Another New Zealand town is about to lose its regular dentist as the shortage in rural areas gets worse.
Taumarunui will soon have only one part-time dentist and residents will have to travel for up to an hour for urgent treatment.
The New Zealand Dental Association says expensive student fees and the large number of non-New Zealand born students enrolled in the dentistry programme are to blame for what has become a growing trend.
Taumarunui dentist Barry Thomson, who has practised in the area since 1974, is due to retire officially today and has been unable to sell his practice. That leaves Garry Van Den Borst, who works every second week in Wellington, to serve a population of about 12,000 people.
Anyone needing urgent treatment when he is not in town will have to travel to Te Kuiti, Turangi or Ohakune.
Other parts of the country including Invercargill, the West Coast and Taihape are also suffering shortages. Kaitaia will be down to one dentist by the end of the year.
Dr Thomson said the practice, which had been on the market for 18 months, would close.
"It's not ideal but there are lots of other small towns around the country without dentists ... there will be a lot more."
New Zealand Dental Association chief executive David Crum said the number of New Zealand-born residents taking the five-year dentistry programme at Otago University had dropped. Each year 54 domestic students and up to 10 foreign full-fee paying students were enrolled in the programme.
"There have been classes in the last five years that have had less than six New Zealand-born students.
"Others may have residency here or citizenship but have come to the country for tertiary training and clearly have no intention of staying," Dr Crum said.
"If you don't have people coming from smaller communities the dentists don't identify with going back and living in those communities."
Dr Crum said dental students faced fees of $11,000 a year and when they graduated sought higher paying jobs in the cities or overseas. Many female graduates, who went on to have families, wanted only part-time work.
The association had concerns about the small number of New Zealand-born students and had successfully sought changes to the selection criteria to ensure that more than academic achievement was taken into account, he said.
Students were now also assessed on abilities such as logical reasoning, empathy and communication skills.
Alison Rich, associate dean of undergraduate studies at the dental school, said informal figures collected by students showed this year's second-year class included 21 New Zealand-born students.
She said research showed that a student's country of origin did not always correlate with where they ended up working. Many New Zealand-born graduates went overseas. Some research indicated half of graduates headed overseas.
She said the dental school wanted the Government to consider extra funding for places for people from smaller, rural communities as it was doing for medical students.
Michael Bain, a dentist in Kerikeri and chairman of the association's workforce committee, said dentists in small towns and rural areas were under a lot of pressure. It was difficult to turn people away who were in distress and many were working long hours to meet the needs of their communities. Some had waiting lists of eight weeks for routine procedures such as check-ups and fillings.
Dentists wanted here
* Taumarunui: One part-time dentist working every second week.
* Kaitaia: Down to one dentist by the end of the year.
* Invercargill, the West Coast, Taihape: All experiencing shortages.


# Exercise details
The lines wanted are those from the one containing "What elements are" to the last line of the entries below; output them exactly, leaving out pictures.

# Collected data
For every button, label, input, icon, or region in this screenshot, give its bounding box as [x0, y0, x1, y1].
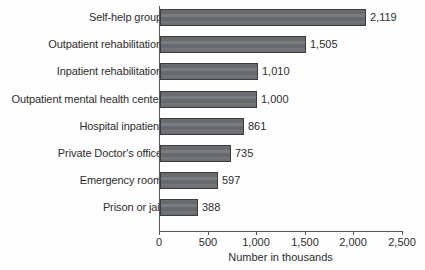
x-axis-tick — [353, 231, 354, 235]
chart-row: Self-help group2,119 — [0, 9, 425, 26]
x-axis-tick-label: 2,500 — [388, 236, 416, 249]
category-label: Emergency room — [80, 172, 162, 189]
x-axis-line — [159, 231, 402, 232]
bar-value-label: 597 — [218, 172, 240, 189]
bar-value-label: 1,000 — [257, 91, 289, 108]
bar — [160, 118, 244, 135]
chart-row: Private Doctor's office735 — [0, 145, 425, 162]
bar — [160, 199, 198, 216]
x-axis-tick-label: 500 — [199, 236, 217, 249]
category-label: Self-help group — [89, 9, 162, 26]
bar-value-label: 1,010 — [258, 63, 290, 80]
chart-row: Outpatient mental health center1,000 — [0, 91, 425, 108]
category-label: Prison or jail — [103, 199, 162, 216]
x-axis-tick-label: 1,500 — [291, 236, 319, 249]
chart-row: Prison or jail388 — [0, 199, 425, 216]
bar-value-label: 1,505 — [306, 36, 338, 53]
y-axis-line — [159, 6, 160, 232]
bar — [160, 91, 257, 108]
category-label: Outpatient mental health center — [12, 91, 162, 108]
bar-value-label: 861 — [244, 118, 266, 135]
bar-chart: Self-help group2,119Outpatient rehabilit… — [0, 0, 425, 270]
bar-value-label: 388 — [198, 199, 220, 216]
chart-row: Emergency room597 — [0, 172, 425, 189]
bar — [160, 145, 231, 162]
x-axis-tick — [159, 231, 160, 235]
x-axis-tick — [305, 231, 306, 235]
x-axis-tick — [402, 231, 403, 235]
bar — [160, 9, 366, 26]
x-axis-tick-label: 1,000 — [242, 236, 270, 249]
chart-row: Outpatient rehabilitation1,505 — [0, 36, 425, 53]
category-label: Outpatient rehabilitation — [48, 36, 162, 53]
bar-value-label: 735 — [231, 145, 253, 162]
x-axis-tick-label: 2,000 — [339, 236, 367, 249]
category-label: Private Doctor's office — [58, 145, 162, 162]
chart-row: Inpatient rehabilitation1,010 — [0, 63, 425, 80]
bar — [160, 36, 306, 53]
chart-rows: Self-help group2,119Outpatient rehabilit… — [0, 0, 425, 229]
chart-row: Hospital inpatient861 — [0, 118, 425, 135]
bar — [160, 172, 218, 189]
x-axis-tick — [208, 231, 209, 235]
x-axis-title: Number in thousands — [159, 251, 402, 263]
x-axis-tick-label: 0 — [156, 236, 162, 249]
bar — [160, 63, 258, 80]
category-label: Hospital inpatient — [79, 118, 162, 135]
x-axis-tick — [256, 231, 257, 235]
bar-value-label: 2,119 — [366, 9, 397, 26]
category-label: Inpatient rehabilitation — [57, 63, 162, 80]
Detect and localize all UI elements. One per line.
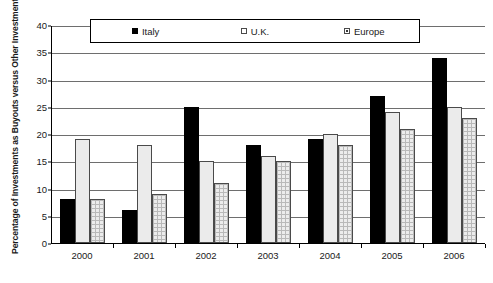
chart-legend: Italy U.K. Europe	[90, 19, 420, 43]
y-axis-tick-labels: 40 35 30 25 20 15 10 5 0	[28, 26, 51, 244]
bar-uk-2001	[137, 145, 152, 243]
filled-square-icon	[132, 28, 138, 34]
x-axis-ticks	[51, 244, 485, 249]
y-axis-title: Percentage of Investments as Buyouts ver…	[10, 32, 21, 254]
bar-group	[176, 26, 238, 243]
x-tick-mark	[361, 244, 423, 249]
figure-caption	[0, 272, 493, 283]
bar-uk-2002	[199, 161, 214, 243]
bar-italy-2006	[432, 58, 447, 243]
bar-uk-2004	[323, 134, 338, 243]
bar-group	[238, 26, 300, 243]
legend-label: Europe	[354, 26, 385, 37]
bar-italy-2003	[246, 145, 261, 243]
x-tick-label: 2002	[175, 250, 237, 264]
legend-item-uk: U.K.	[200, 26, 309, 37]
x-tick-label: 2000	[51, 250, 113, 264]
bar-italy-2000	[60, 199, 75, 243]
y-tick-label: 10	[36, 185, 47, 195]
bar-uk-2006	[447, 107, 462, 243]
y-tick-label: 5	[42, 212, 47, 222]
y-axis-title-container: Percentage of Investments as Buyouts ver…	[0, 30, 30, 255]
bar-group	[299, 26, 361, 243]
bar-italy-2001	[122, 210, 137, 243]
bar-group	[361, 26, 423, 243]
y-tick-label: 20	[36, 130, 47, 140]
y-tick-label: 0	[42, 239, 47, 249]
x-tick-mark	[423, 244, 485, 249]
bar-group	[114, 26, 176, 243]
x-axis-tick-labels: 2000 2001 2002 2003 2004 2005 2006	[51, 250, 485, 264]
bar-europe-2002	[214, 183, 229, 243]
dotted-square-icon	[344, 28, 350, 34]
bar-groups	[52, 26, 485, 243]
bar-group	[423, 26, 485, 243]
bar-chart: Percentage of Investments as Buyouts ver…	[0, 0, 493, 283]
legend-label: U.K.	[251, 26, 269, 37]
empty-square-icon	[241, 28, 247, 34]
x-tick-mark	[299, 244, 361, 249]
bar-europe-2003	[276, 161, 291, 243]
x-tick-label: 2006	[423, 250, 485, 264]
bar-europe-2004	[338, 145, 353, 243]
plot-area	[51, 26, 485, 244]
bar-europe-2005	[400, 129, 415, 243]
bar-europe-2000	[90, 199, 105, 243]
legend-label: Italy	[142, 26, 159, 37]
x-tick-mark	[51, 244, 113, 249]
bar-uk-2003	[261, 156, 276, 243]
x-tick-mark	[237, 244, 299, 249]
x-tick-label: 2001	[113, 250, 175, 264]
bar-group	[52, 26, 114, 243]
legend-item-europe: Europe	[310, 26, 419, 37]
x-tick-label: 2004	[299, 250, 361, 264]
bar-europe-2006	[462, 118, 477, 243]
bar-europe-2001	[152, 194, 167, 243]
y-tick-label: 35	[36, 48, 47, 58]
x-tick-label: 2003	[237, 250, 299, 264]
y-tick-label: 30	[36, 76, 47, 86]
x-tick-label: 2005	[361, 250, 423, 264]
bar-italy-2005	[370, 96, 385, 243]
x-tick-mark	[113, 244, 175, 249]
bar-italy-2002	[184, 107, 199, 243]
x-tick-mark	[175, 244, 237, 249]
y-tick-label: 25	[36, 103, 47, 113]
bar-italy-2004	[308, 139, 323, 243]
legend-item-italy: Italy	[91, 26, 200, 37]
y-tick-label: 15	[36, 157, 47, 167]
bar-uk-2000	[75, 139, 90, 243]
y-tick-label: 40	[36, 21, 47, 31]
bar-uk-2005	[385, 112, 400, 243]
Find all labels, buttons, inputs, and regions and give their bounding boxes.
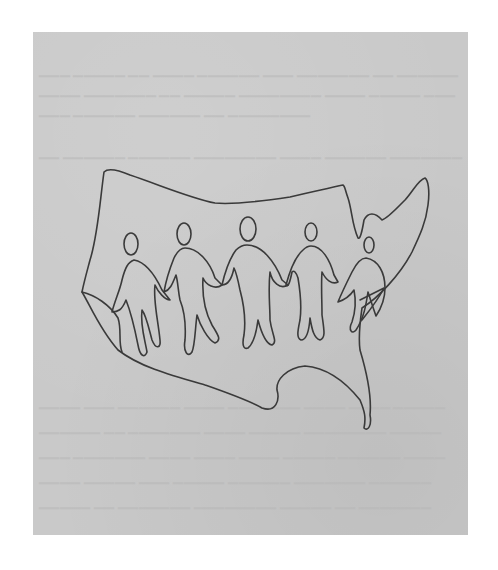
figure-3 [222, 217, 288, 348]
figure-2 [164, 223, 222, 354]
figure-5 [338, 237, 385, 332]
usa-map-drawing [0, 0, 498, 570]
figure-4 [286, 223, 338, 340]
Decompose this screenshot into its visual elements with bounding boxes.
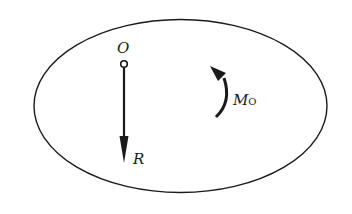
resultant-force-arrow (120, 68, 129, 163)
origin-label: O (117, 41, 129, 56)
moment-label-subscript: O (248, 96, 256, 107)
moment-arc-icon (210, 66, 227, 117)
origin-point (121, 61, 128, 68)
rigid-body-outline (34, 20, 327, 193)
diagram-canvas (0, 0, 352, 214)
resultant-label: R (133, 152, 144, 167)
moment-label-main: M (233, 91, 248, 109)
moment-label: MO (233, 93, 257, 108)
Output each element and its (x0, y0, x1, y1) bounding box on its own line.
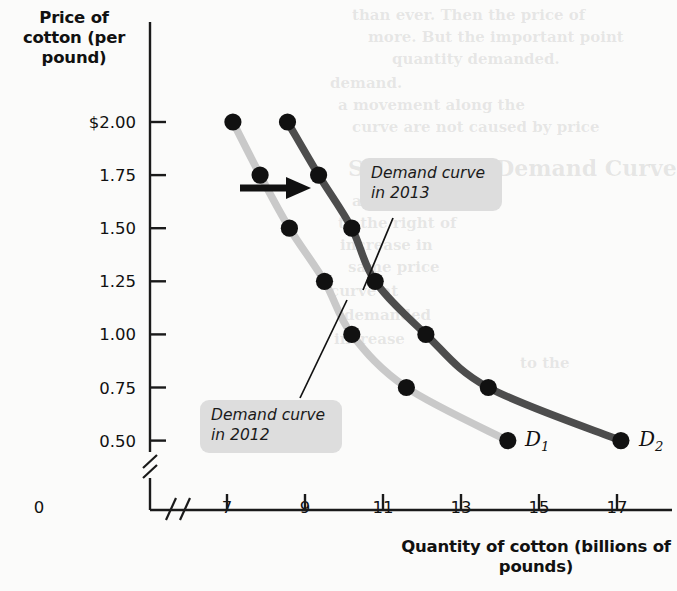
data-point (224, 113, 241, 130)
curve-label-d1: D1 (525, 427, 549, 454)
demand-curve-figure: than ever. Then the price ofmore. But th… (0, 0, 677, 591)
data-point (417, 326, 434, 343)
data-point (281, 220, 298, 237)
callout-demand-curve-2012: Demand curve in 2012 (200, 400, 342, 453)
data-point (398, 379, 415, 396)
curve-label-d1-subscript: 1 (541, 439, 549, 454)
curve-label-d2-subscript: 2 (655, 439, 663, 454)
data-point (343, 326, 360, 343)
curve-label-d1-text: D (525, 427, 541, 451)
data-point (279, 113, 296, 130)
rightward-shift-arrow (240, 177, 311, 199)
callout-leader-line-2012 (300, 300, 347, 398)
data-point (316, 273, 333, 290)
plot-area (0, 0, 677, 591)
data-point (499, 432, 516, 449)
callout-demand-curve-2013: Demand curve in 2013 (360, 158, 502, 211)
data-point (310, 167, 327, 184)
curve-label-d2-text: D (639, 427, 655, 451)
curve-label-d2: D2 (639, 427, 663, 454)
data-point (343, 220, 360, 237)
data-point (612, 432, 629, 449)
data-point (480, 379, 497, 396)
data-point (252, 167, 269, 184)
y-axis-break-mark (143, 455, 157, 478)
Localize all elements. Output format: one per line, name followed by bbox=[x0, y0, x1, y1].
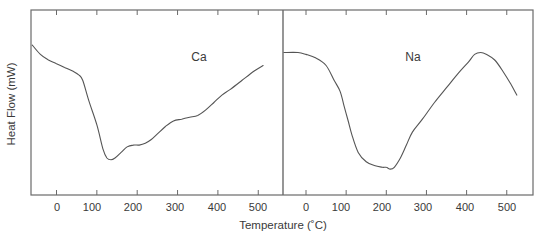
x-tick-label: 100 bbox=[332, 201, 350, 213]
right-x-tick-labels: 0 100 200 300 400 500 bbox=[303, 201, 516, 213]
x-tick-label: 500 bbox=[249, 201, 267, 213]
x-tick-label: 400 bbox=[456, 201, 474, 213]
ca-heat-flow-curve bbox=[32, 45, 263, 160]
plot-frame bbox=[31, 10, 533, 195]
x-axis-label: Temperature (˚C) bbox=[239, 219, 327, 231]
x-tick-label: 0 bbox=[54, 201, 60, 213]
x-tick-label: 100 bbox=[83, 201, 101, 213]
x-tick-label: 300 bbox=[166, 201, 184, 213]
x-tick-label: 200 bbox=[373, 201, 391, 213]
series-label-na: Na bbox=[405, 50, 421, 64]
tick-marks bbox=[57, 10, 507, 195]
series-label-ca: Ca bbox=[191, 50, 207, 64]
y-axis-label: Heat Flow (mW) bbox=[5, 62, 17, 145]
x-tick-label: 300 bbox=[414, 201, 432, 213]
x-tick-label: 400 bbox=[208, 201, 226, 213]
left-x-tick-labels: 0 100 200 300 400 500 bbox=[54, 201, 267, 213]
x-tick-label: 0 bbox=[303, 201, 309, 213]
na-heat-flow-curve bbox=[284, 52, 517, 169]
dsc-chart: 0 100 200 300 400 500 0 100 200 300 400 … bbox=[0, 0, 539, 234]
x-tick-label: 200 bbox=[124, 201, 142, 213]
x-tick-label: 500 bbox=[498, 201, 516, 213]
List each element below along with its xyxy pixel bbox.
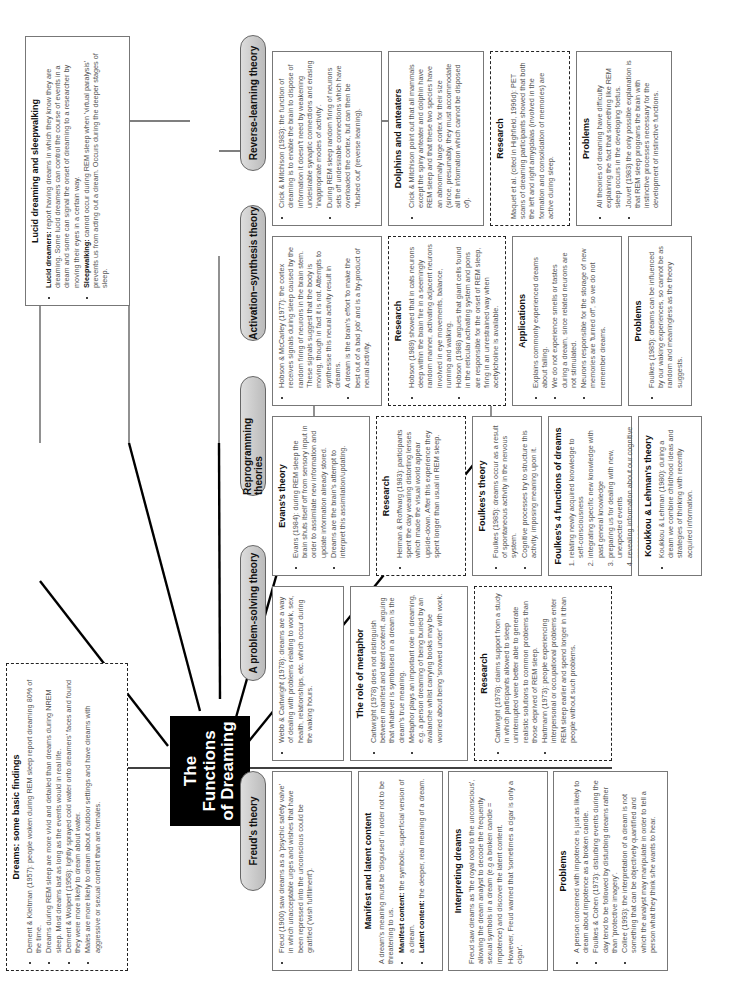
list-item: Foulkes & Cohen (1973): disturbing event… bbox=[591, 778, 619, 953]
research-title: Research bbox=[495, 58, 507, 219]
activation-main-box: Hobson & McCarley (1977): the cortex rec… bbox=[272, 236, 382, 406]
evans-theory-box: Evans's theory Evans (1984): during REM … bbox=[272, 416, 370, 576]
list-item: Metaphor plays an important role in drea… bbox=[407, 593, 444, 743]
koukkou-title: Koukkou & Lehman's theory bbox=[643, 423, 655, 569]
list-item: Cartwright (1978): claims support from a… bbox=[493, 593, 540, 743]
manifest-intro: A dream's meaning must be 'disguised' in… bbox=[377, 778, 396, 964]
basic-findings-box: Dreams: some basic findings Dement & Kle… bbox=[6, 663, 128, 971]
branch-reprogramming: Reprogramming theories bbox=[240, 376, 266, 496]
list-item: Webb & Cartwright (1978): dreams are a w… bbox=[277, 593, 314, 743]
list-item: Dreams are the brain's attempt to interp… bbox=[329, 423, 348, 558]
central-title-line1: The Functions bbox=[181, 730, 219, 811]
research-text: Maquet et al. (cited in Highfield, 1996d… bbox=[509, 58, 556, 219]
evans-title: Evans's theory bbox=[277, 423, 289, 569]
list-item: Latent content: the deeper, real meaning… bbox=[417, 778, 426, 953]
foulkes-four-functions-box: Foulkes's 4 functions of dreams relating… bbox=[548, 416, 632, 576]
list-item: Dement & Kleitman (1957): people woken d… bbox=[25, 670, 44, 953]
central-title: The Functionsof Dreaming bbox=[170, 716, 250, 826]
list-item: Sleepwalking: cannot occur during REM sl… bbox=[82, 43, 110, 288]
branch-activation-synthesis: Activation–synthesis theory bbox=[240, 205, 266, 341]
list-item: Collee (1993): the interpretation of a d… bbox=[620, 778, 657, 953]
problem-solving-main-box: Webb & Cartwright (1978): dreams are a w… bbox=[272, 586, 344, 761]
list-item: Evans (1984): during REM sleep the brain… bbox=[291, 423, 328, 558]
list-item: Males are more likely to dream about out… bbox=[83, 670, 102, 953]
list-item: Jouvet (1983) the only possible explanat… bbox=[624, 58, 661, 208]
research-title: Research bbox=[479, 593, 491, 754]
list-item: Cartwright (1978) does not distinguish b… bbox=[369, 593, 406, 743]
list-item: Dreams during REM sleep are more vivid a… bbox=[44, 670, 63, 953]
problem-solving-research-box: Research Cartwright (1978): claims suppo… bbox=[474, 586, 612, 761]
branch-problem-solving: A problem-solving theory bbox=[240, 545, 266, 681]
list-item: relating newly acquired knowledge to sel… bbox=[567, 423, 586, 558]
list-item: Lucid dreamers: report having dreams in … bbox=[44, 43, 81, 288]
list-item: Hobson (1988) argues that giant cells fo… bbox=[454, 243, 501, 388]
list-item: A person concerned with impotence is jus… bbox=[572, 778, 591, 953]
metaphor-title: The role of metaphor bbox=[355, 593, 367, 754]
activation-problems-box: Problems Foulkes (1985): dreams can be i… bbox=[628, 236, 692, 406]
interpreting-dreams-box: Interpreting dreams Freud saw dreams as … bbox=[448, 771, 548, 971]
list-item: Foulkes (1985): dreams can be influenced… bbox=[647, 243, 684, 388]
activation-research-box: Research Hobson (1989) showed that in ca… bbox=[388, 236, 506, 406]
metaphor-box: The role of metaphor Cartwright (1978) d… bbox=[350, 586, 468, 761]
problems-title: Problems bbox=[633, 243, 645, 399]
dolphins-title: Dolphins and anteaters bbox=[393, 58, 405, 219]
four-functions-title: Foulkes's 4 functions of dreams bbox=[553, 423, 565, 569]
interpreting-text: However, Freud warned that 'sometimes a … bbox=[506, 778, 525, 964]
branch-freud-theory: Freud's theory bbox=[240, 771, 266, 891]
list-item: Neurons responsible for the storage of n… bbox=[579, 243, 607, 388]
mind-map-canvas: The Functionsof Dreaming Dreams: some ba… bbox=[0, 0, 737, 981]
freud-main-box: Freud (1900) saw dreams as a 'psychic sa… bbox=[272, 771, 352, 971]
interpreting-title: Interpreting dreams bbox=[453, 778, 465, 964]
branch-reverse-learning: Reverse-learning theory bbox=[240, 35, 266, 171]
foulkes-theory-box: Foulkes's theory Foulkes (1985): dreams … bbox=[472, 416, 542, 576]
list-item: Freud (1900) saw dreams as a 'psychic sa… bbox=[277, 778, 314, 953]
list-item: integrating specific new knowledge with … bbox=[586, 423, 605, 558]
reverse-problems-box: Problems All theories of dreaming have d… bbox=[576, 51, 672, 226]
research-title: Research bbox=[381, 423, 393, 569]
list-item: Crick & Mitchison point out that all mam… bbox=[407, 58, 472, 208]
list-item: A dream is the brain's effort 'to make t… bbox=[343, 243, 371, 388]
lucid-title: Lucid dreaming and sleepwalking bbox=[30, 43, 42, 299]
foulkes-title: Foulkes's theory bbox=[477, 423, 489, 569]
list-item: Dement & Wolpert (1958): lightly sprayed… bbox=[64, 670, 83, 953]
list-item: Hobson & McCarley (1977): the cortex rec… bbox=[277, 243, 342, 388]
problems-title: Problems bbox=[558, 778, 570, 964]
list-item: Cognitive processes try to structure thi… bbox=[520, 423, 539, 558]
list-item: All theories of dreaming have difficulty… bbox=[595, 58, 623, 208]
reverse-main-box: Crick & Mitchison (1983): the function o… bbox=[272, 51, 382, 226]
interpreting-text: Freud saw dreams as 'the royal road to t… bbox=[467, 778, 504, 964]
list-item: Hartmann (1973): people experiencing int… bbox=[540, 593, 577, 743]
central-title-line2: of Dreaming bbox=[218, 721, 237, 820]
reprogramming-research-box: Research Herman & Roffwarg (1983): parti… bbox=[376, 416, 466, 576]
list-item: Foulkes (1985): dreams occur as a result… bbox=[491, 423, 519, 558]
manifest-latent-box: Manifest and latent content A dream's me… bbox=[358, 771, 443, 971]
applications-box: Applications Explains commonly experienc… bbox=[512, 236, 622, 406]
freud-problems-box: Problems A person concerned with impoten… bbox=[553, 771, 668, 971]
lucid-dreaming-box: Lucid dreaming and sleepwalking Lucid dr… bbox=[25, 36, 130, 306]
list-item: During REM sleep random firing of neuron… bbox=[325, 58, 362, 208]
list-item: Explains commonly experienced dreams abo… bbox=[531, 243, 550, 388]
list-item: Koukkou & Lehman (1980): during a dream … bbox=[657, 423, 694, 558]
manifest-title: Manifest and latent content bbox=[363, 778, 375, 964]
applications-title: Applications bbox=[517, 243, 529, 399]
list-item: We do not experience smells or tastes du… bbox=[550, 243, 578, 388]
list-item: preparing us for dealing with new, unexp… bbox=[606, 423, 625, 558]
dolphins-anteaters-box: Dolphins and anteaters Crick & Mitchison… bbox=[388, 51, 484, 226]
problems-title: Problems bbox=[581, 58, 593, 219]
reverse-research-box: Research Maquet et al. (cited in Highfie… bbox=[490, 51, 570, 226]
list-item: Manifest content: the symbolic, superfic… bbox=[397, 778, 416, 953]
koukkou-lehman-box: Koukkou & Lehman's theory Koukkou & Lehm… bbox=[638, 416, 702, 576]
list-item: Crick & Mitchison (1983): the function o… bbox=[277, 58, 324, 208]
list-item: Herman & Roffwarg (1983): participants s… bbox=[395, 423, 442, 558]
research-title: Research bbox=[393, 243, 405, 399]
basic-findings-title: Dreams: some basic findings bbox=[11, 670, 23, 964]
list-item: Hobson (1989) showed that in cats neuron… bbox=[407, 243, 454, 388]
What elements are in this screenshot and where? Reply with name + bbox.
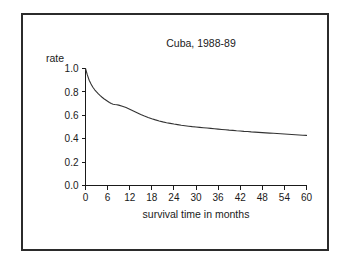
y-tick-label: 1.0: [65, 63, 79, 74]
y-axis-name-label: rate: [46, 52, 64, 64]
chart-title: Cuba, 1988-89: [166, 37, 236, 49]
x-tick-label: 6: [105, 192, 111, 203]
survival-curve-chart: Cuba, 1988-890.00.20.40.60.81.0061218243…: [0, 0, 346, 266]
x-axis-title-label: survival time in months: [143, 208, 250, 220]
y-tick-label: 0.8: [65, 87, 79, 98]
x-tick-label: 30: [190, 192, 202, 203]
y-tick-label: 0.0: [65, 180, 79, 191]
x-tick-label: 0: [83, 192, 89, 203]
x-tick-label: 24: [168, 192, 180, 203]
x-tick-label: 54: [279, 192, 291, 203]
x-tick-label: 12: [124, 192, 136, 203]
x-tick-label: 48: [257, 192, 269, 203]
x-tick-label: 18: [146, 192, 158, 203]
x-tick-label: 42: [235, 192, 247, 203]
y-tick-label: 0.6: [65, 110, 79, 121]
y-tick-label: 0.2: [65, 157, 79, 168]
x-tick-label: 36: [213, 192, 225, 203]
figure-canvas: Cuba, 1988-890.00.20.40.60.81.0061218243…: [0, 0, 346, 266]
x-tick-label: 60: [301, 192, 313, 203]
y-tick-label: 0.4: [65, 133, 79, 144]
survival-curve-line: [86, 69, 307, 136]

# Response for this exercise
What elements are in this screenshot and where? Reply with name + bbox.
y-tick-label: 1.0: [65, 63, 79, 74]
y-axis-name-label: rate: [46, 52, 64, 64]
chart-title: Cuba, 1988-89: [166, 37, 236, 49]
x-tick-label: 6: [105, 192, 111, 203]
survival-curve-chart: Cuba, 1988-890.00.20.40.60.81.0061218243…: [0, 0, 346, 266]
x-axis-title-label: survival time in months: [143, 208, 250, 220]
y-tick-label: 0.8: [65, 87, 79, 98]
x-tick-label: 30: [190, 192, 202, 203]
y-tick-label: 0.0: [65, 180, 79, 191]
x-tick-label: 0: [83, 192, 89, 203]
x-tick-label: 24: [168, 192, 180, 203]
x-tick-label: 54: [279, 192, 291, 203]
x-tick-label: 12: [124, 192, 136, 203]
x-tick-label: 48: [257, 192, 269, 203]
x-tick-label: 18: [146, 192, 158, 203]
x-tick-label: 42: [235, 192, 247, 203]
y-tick-label: 0.6: [65, 110, 79, 121]
y-tick-label: 0.2: [65, 157, 79, 168]
x-tick-label: 36: [213, 192, 225, 203]
figure-canvas: Cuba, 1988-890.00.20.40.60.81.0061218243…: [0, 0, 346, 266]
x-tick-label: 60: [301, 192, 313, 203]
y-tick-label: 0.4: [65, 133, 79, 144]
survival-curve-line: [86, 69, 307, 136]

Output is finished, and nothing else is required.